Budak Sekolah Tunjuk Burit Apr 2026

They stopped at the junction where they parted ways – Li Qin turning left towards the rows of terrace houses, Aina turning right towards the flat where her family lived on the fourth floor. No lift. Her calves would burn by the time she reached the door.

Aina binti Mohamad, sixteen years old, sat cross-legged on the cool floor of the school's surau. Beside her, her best friend, Li Qin, was struggling to tie her tudung straight. Aina reached over and fixed the pin gently. Budak Sekolah Tunjuk Burit

Aina walked home with Li Qin. The rain had stopped. The sun was fierce now, drying the pavement in patches. They passed the mosque, the Chinese temple, the little Hindu shrine tucked between two shoplots. A familiar sound drifted from an open window – someone practicing the piano. Chopin. Aina recognized it from her own piano lessons, which she had quit three years ago because there was no time. They stopped at the junction where they parted

"See you. Don't forget – Add Maths tuition." Aina binti Mohamad, sixteen years old, sat cross-legged

"You'd burn water."

This, Aina thought, was the real syllabus. Not the textbooks, not the endless past-year SBP papers. It was learning to share a bench with someone who prayed differently, ate differently, spoke differently at home. It was learning that the boy who struggled in Bahasa Malaysia was a genius at badminton. It was learning that the girl who never spoke in English class could write poetry that made you cry.

"I don't know," Aina said finally. "I just want to finish this year first."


■ Exercise brief
Look through the material below. Copy every line with the string "Million" in it.
____________
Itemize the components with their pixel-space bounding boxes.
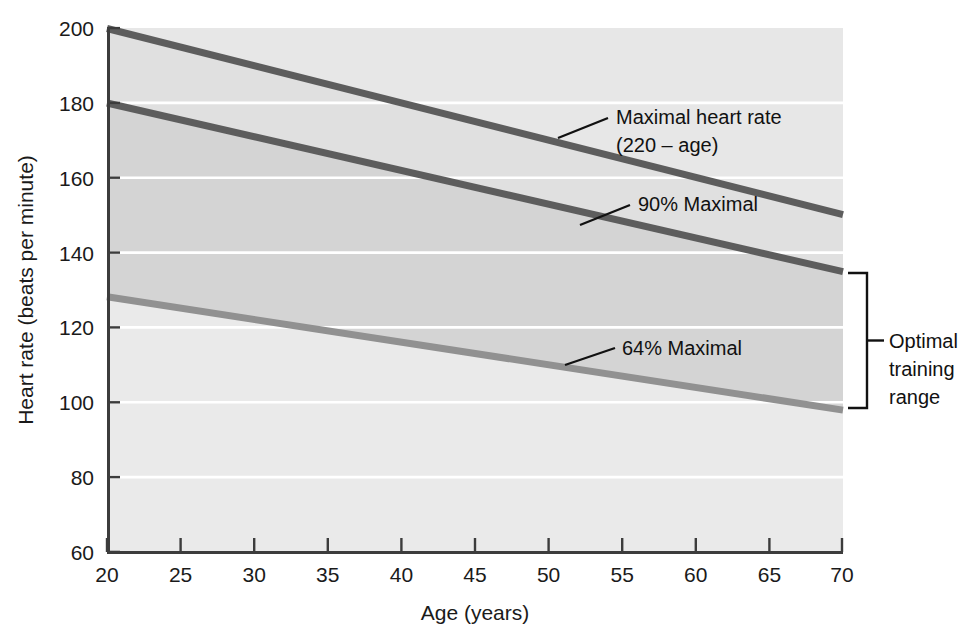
x-tick-label-55: 55 <box>611 563 634 586</box>
x-tick-label-45: 45 <box>463 563 486 586</box>
optimal-training-range-bracket <box>848 273 884 408</box>
optimal-training-range-label: Optimal training range <box>889 330 958 408</box>
y-tick-label-180: 180 <box>59 92 94 115</box>
annotation-90-percent-maximal: 90% Maximal <box>638 193 758 215</box>
chart-svg: 200 180 160 140 120 100 80 60 20 25 30 3… <box>0 0 970 638</box>
x-tick-label-25: 25 <box>169 563 192 586</box>
bracket-label-line3: range <box>889 386 940 408</box>
y-tick-label-140: 140 <box>59 242 94 265</box>
y-tick-label-160: 160 <box>59 167 94 190</box>
annotation-maximal-line1: Maximal heart rate <box>616 106 782 128</box>
y-tick-label-200: 200 <box>59 17 94 40</box>
y-tick-label-120: 120 <box>59 316 94 339</box>
y-tick-labels: 200 180 160 140 120 100 80 60 <box>59 17 94 564</box>
annotation-maximal-line2: (220 – age) <box>616 134 718 156</box>
x-tick-label-30: 30 <box>243 563 266 586</box>
annotation-64-percent-maximal: 64% Maximal <box>622 337 742 359</box>
x-tick-label-50: 50 <box>537 563 560 586</box>
x-tick-label-40: 40 <box>390 563 413 586</box>
x-tick-label-70: 70 <box>830 563 853 586</box>
x-tick-label-20: 20 <box>95 563 118 586</box>
bracket-label-line1: Optimal <box>889 330 958 352</box>
x-tick-labels: 20 25 30 35 40 45 50 55 60 65 70 <box>95 563 853 586</box>
x-tick-label-60: 60 <box>684 563 707 586</box>
y-tick-label-100: 100 <box>59 391 94 414</box>
x-tick-label-35: 35 <box>316 563 339 586</box>
bracket-path <box>848 273 867 408</box>
y-axis-title: Heart rate (beats per minute) <box>14 155 37 425</box>
bracket-label-line2: training <box>889 358 955 380</box>
heart-rate-training-zone-chart: 200 180 160 140 120 100 80 60 20 25 30 3… <box>0 0 970 638</box>
y-tick-label-60: 60 <box>71 541 94 564</box>
y-tick-label-80: 80 <box>71 466 94 489</box>
x-axis-title: Age (years) <box>421 601 530 624</box>
x-tick-label-65: 65 <box>758 563 781 586</box>
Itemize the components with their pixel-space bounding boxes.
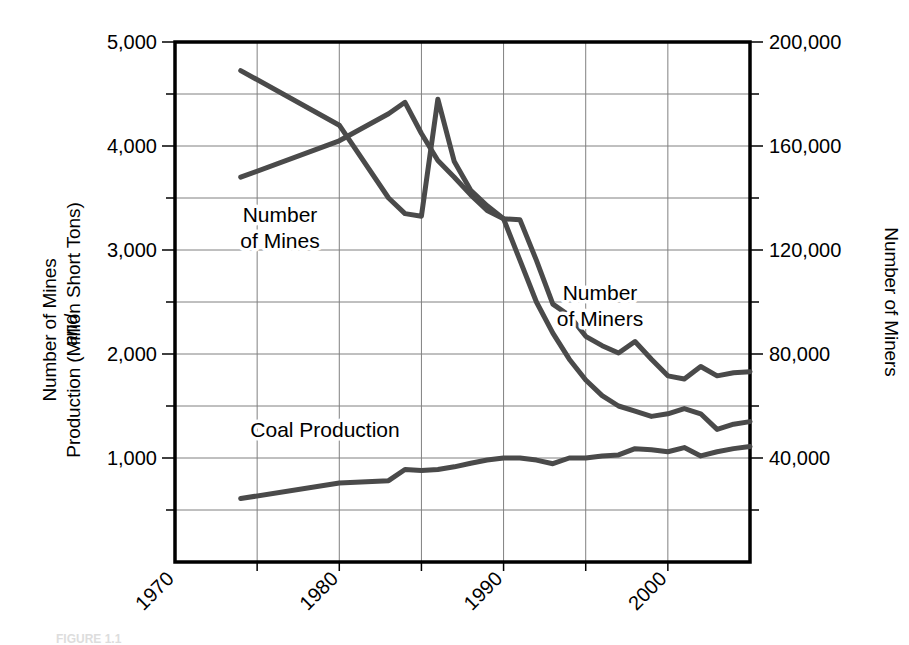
right-tick-label: 40,000 — [769, 447, 830, 469]
x-tick-label: 1990 — [459, 567, 506, 614]
left-axis-tick-labels: 1,0002,0003,0004,0005,000 — [107, 31, 157, 469]
series-annotation-label: of Mines — [240, 229, 319, 252]
right-tick-label: 200,000 — [769, 31, 841, 53]
left-axis-title-line3: Production (Million Short Tons) — [63, 202, 84, 457]
right-axis-ticks — [750, 42, 763, 510]
left-tick-label: 2,000 — [107, 343, 157, 365]
figure-caption: FIGURE 1.1 — [56, 633, 456, 645]
x-tick-label: 2000 — [624, 567, 671, 614]
left-axis-ticks — [162, 42, 175, 510]
x-tick-label: 1970 — [131, 567, 178, 614]
left-tick-label: 5,000 — [107, 31, 157, 53]
series-annotation-label: Number — [243, 203, 318, 226]
series-annotation-label: Number — [563, 281, 638, 304]
figure-root: 1,0002,0003,0004,0005,000 40,00080,00012… — [0, 0, 909, 645]
right-tick-label: 160,000 — [769, 135, 841, 157]
left-tick-label: 3,000 — [107, 239, 157, 261]
right-tick-label: 80,000 — [769, 343, 830, 365]
left-tick-label: 1,000 — [107, 447, 157, 469]
right-tick-label: 120,000 — [769, 239, 841, 261]
right-axis-tick-labels: 40,00080,000120,000160,000200,000 — [769, 31, 841, 469]
coal-industry-line-chart: 1,0002,0003,0004,0005,000 40,00080,00012… — [0, 0, 909, 645]
x-tick-label: 1980 — [295, 567, 342, 614]
left-axis-title-line1: Number of Mines — [39, 258, 60, 401]
series-annotation-label: of Miners — [557, 307, 643, 330]
right-axis-title-text: Number of Miners — [881, 227, 902, 376]
x-axis-tick-labels: 1970198019902000 — [131, 567, 671, 614]
right-axis-title: Number of Miners — [881, 227, 902, 376]
left-axis-title: Number of Mines and Production (Million … — [39, 202, 84, 457]
series-annotation-label: Coal Production — [250, 418, 399, 441]
left-tick-label: 4,000 — [107, 135, 157, 157]
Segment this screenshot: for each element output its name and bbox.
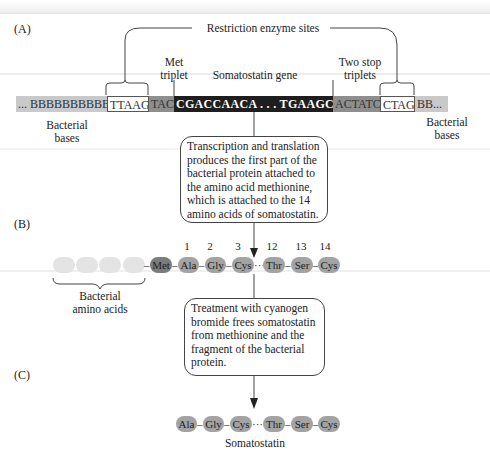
bacterial-bases-right-label: Bacterial bases: [412, 116, 482, 142]
panel-label-a: (A): [14, 22, 31, 37]
amino-acid-gly: Gly: [203, 416, 224, 432]
somatostatin-label: Somatostatin: [210, 437, 300, 450]
somatostatin-gene-label: Somatostatin gene: [200, 69, 310, 82]
peptide-bond: –: [285, 257, 291, 273]
amino-acid-cys: Cys: [232, 257, 254, 273]
peptide-bond: –: [199, 257, 205, 273]
dna-met-triplet: TAC: [149, 96, 174, 112]
panel-label-b: (B): [14, 217, 30, 232]
transcription-note-box: Transcription and translation produces t…: [180, 136, 328, 223]
position-number: 2: [200, 240, 220, 252]
peptide-bond: –: [285, 416, 291, 432]
cyanogen-bromide-note-box: Treatment with cyanogen bromide frees so…: [184, 298, 325, 376]
dna-stop-triplets: ACTATC: [333, 96, 380, 112]
peptide-bond: –: [224, 416, 230, 432]
met-triplet-label: Met triplet: [146, 56, 202, 82]
position-number: 12: [262, 240, 282, 252]
amino-acid-ala: Ala: [176, 416, 197, 432]
dna-restriction-site-right: CTAG: [380, 96, 415, 112]
amino-acid-ser: Ser: [291, 257, 313, 273]
amino-acid-cys: Cys: [230, 416, 252, 432]
peptide-bond: –: [226, 257, 232, 273]
amino-acid-thr: Thr: [263, 416, 285, 432]
amino-acid-thr: Thr: [263, 257, 285, 273]
dna-bacterial-right: BB...: [415, 96, 448, 112]
dna-bacterial-left: ... BBBBBBBBBBBBB: [16, 96, 107, 112]
position-number: 1: [177, 240, 197, 252]
bacterial-amino-acid: [76, 257, 98, 273]
amino-acid-ser: Ser: [291, 416, 313, 432]
restriction-enzyme-label: Restriction enzyme sites: [198, 22, 328, 35]
peptide-bond: –: [197, 416, 203, 432]
amino-acid-gly: Gly: [205, 257, 226, 273]
bacterial-amino-acid: [99, 257, 121, 273]
position-number: 13: [291, 240, 311, 252]
ellipsis: ···: [252, 416, 263, 432]
position-number: 3: [228, 240, 248, 252]
dna-restriction-site-left: TTAAG: [107, 96, 149, 112]
peptide-bond: –: [172, 257, 178, 273]
bacterial-bases-left-label: Bacterial bases: [32, 119, 102, 145]
bacterial-amino-acids-label: Bacterial amino acids: [60, 290, 140, 316]
stop-triplets-label: Two stop triplets: [325, 56, 395, 82]
amino-acid-cys: Cys: [318, 416, 340, 432]
peptide-bond: –: [144, 257, 150, 273]
amino-acid-cys: Cys: [318, 257, 340, 273]
dna-somatostatin-gene: CGACCAACA . . . TGAAGCACA: [174, 96, 333, 112]
amino-acid-ala: Ala: [178, 257, 199, 273]
panel-label-c: (C): [14, 368, 30, 383]
bacterial-amino-acid: [53, 257, 75, 273]
amino-acid-met: Met: [150, 257, 172, 273]
position-number: 14: [315, 240, 335, 252]
bacterial-amino-acid: [123, 257, 145, 273]
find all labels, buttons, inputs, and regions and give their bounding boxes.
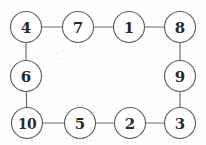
graph-node-label-3: 3 bbox=[175, 115, 185, 133]
graph-node-label-9: 9 bbox=[175, 68, 185, 86]
graph-node-6[interactable]: 6 bbox=[11, 61, 42, 92]
graph-node-10[interactable]: 10 bbox=[12, 108, 43, 139]
graph-node-2[interactable]: 2 bbox=[115, 108, 146, 139]
graph-node-3[interactable]: 3 bbox=[165, 108, 196, 139]
graph-node-label-7: 7 bbox=[73, 19, 83, 37]
graph-figure: 47189325106 bbox=[0, 0, 206, 145]
graph-node-label-8: 8 bbox=[175, 19, 185, 37]
graph-node-label-2: 2 bbox=[125, 115, 135, 133]
graph-canvas: 47189325106 bbox=[0, 0, 206, 145]
nodes-layer: 47189325106 bbox=[11, 12, 196, 139]
graph-node-4[interactable]: 4 bbox=[11, 12, 42, 43]
graph-node-label-1: 1 bbox=[124, 19, 134, 37]
graph-node-label-6: 6 bbox=[21, 68, 31, 86]
graph-node-5[interactable]: 5 bbox=[65, 108, 96, 139]
graph-node-8[interactable]: 8 bbox=[165, 12, 196, 43]
graph-node-label-5: 5 bbox=[75, 115, 85, 133]
edges-layer bbox=[26, 27, 180, 123]
graph-node-label-10: 10 bbox=[18, 116, 37, 132]
graph-node-1[interactable]: 1 bbox=[114, 12, 145, 43]
graph-node-7[interactable]: 7 bbox=[63, 12, 94, 43]
graph-node-label-4: 4 bbox=[21, 19, 31, 37]
graph-node-9[interactable]: 9 bbox=[165, 61, 196, 92]
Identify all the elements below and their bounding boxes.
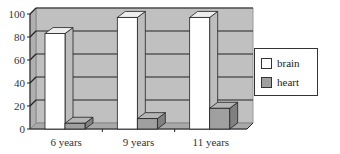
bar-side-brain [65, 28, 73, 129]
bar-side-brain [137, 11, 145, 129]
y-tick-label: 20 [14, 100, 26, 112]
legend: brain heart [254, 48, 318, 96]
x-category-label: 11 years [193, 136, 230, 148]
x-category-label: 9 years [123, 136, 154, 148]
bar-brain [45, 34, 65, 129]
bar-heart [65, 123, 85, 129]
x-category-label: 6 years [50, 136, 81, 148]
bar-heart [137, 119, 157, 129]
bar-brain [190, 17, 210, 129]
legend-swatch-heart [261, 77, 272, 88]
legend-label-heart: heart [277, 76, 299, 88]
bar-brain [117, 17, 137, 129]
y-tick-label: 40 [14, 77, 26, 89]
legend-item-brain: brain [261, 57, 300, 69]
bar-heart [210, 108, 230, 129]
legend-label-brain: brain [277, 57, 300, 69]
legend-item-heart: heart [261, 76, 299, 88]
y-tick-label: 60 [14, 54, 26, 66]
y-tick-label: 100 [9, 8, 26, 20]
plot-side-wall [30, 8, 36, 129]
y-tick-label: 0 [20, 123, 26, 135]
legend-swatch-brain [261, 58, 272, 69]
y-tick-label: 80 [14, 31, 26, 43]
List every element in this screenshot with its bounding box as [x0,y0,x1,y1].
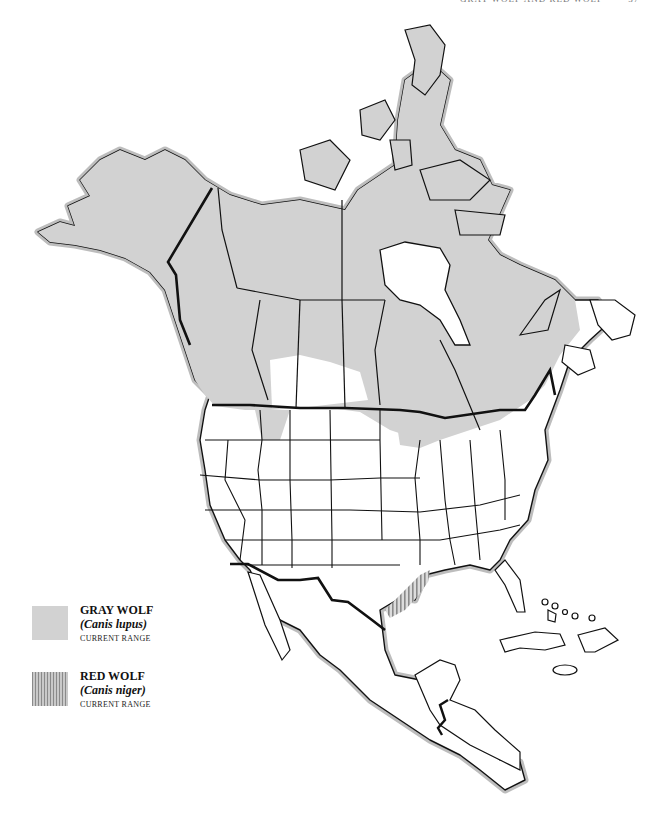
florida [495,560,525,612]
legend-subtitle: CURRENT RANGE [80,634,153,643]
legend: GRAY WOLF (Canis lupus) CURRENT RANGE RE… [30,604,210,736]
red-wolf-swatch [32,672,68,706]
legend-name: RED WOLF [80,670,151,684]
legend-item-gray-wolf: GRAY WOLF (Canis lupus) CURRENT RANGE [30,604,210,662]
gray-wolf-range-great-lakes [395,412,440,448]
legend-scientific-name: (Canis lupus) [80,618,153,632]
legend-name: GRAY WOLF [80,604,153,618]
gray-wolf-swatch [32,606,68,640]
legend-scientific-name: (Canis niger) [80,684,151,698]
legend-item-red-wolf: RED WOLF (Canis niger) CURRENT RANGE [30,670,210,728]
legend-subtitle: CURRENT RANGE [80,700,151,709]
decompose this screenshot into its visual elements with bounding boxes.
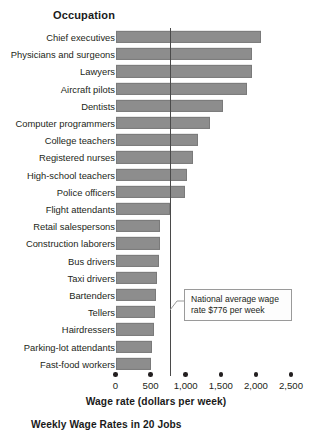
- bar-category-label: Registered nurses: [39, 152, 115, 163]
- bar-category-label: Taxi drivers: [68, 272, 115, 283]
- bar-category-label: Tellers: [88, 307, 115, 318]
- bar: [116, 237, 160, 249]
- x-axis-tick-label: 2,000: [244, 380, 268, 391]
- bar-row: Aircraft pilots: [0, 80, 312, 97]
- bar-row: Police officers: [0, 183, 312, 200]
- x-axis-tick-label: 0: [113, 380, 118, 391]
- x-axis-tick-label: 1,000: [174, 380, 198, 391]
- bar-row: Taxi drivers: [0, 269, 312, 286]
- bar-row: Parking-lot attendants: [0, 338, 312, 355]
- bar: [116, 117, 210, 129]
- x-axis-tick-label: 1,500: [209, 380, 233, 391]
- bar: [116, 65, 252, 77]
- x-axis-tick-dot: [219, 372, 224, 377]
- bar: [116, 255, 160, 267]
- x-axis-tick-label: 2,500: [279, 380, 303, 391]
- bar: [116, 83, 248, 95]
- bar-row: Computer programmers: [0, 115, 312, 132]
- bar-row: College teachers: [0, 132, 312, 149]
- bar-row: Bus drivers: [0, 252, 312, 269]
- bar-category-label: Dentists: [81, 100, 115, 111]
- bar: [116, 151, 194, 163]
- bar: [116, 134, 198, 146]
- bar-category-label: Fast-food workers: [40, 358, 115, 369]
- bar-row: Construction laborers: [0, 235, 312, 252]
- bar-category-label: Physicians and surgeons: [11, 49, 115, 60]
- national-average-callout: National average wage rate $776 per week: [184, 289, 292, 321]
- bar-row: Registered nurses: [0, 149, 312, 166]
- bar-category-label: Retail salespersons: [33, 221, 115, 232]
- bar: [116, 306, 155, 318]
- x-axis-tick-dot: [289, 372, 294, 377]
- x-axis-tick-dot: [148, 372, 153, 377]
- bar-category-label: High-school teachers: [27, 169, 115, 180]
- bar-row: Physicians and surgeons: [0, 46, 312, 63]
- bar: [116, 31, 262, 43]
- bar-row: Hairdressers: [0, 321, 312, 338]
- x-axis-tick-dot: [113, 372, 118, 377]
- x-axis-tick-label: 500: [143, 380, 159, 391]
- bar-category-label: Aircraft pilots: [61, 83, 115, 94]
- bar-row: Fast-food workers: [0, 355, 312, 372]
- bar-row: Retail salespersons: [0, 218, 312, 235]
- bar-category-label: College teachers: [45, 135, 115, 146]
- bar-category-label: Flight attendants: [46, 204, 115, 215]
- bar: [116, 186, 185, 198]
- occupation-column-title: Occupation: [53, 9, 115, 21]
- bar: [116, 48, 253, 60]
- bar-category-label: Lawyers: [80, 66, 115, 77]
- bar-category-label: Parking-lot attendants: [24, 341, 115, 352]
- bar-row: High-school teachers: [0, 166, 312, 183]
- bar: [116, 323, 155, 335]
- figure-caption: Weekly Wage Rates in 20 Jobs: [31, 419, 182, 430]
- bar-category-label: Bus drivers: [68, 255, 115, 266]
- bar: [116, 358, 151, 370]
- bar-category-label: Construction laborers: [26, 238, 115, 249]
- national-average-reference-line: [170, 28, 171, 376]
- bar: [116, 203, 170, 215]
- bar: [116, 341, 153, 353]
- bar-row: Chief executives: [0, 29, 312, 46]
- bar-category-label: Computer programmers: [15, 118, 115, 129]
- x-axis-tick-dot: [254, 372, 259, 377]
- bar-category-label: Police officers: [57, 186, 115, 197]
- bar: [116, 220, 161, 232]
- bar-category-label: Chief executives: [46, 32, 115, 43]
- x-axis-label: Wage rate (dollars per week): [0, 396, 312, 407]
- bar-row: Lawyers: [0, 63, 312, 80]
- bar-category-label: Hairdressers: [62, 324, 115, 335]
- x-axis-tick-dot: [183, 372, 188, 377]
- bar-row: Dentists: [0, 97, 312, 114]
- bar: [116, 169, 188, 181]
- bar-row: Flight attendants: [0, 201, 312, 218]
- bar: [116, 289, 156, 301]
- bar: [116, 272, 157, 284]
- callout-text: National average wage rate $776 per week: [191, 294, 279, 315]
- bar-category-label: Bartenders: [69, 290, 115, 301]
____________
■ Output
left-axis-title-line3: Production (Million Short Tons) — [63, 202, 84, 457]
left-axis-title: Number of Mines and Production (Million … — [39, 202, 84, 457]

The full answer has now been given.